I didn’t realize Apple with in the habit of hiring people straight out of high school instead of after going through enough university education that ends up with candidates in their early to mid 20s
Yep. They hire talent. University grads will work alongside red team folks that are maybe 22 years old and have been at Apple for two years. It's a thing.
I personally know more than one person who has a background along those lines.
I was more pointing out that 22+ year olds aren’t people who were “recently children” unless we’re continuing the trend of infantilizing adults farther into their 20s.
I was also under the impression that the faangs hired a larger % of post docs into their first industry job than most companies, so you’re also getting 27+ year olds as entry level engineers and scientists
I think someone who is 22 was 17 in the not that distant past.
Apple hires talent, they don't care about anything else. Again, I am speaking to things I know from my actual life and people I know in the physical world.
> Apple hires talent, they don't care about anything else. Again, I am speaking to things I know from my actual life and people I know in the physical world.

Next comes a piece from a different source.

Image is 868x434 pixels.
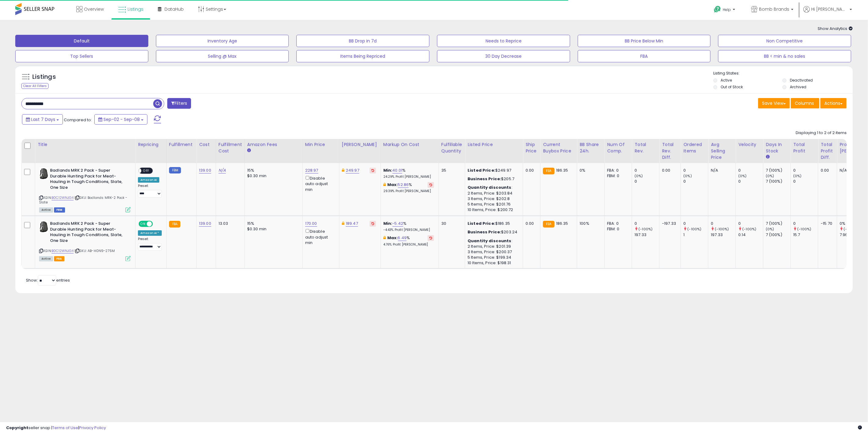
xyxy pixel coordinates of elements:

How many people do they hire without college degrees?
I am legitimately asking. I understand that was a thing in the tech world decades ago but my understanding was that big tech’s idea of “talent” has evolved to include mandatory education credentials like at least a bachelor’s degree if not further education.
18 is recently a kid
22 is someone whose been an adult for an entire Presidential term. I might be splitting hairs but I struggle to view that as “recent”
Edit: removed an unnecessarily aggressive paragraph that added nothing to the conversation
Where are the faangs hiring people with skills sans the credentials? Everyone I’ve talked to at faangs has basically described it being the next step after college for everyone they hire, other than Amazon
We don't see everything, and we don't see anything instantly, especially at this time of day/week/year. We've said many times that bots and LLM-generated comments are banned on HN but we can only take action if people use the mechanisms that have been in place for years – flagging bad comments and emailing us (hn@ycombinator.com) to draw our attention to things.
You remain an awful person. I am happy to go through any form of humanity/identity verification that staff want me to. My posts are written by me and never AI - I strongly oppose genAI.
All those companies are, or used to be, based in the US. Those 22 year olds have only been allowed to drink for a year so by one measure they were recently children.
By buying a child a locked down device - a hostile device that few would have accepted for themselves as a child - they marked them as 'being a child' rather than blending in with the rest of the people on the Internet.
By marking them this way, they advertise the child to the predators of the world.
This is someone who is twelve. They aren't six. Life involves risk. Stop playing with account controls and let the person play Minecraft. This really isn't that hard.
Having thoughts about physically breaking a child's holiday gifts - of doing that in front of them - is suggestive of being a pretty awful person. You can't figure out something that the child does not want, so you want to break their stuff?
How much longer do you intend to keep this routine up? Is your objective for them to go no contact? What are you seeking here?
It’s entirely possible for a rented server to host a site that gets millions of views. It’s also entirely possible to make an AWS setup that chokes with 100.
The post is about that 99% of companies that will never go large scale. Its point is that they don't need cloud, buying a server or two is all they need.
I once worked at a bookmaker with millions of customers where they had extreme reliability demands during very popular events, since any bets that the punters couldn't place during live betting was lost money. They had one massive server with a big pipe and an identical hot spare in another location. It worked very well for them. That was a decade ago, you can get even bigger servers these days, there's a lot of room for scaling without needing to go beyond one machine.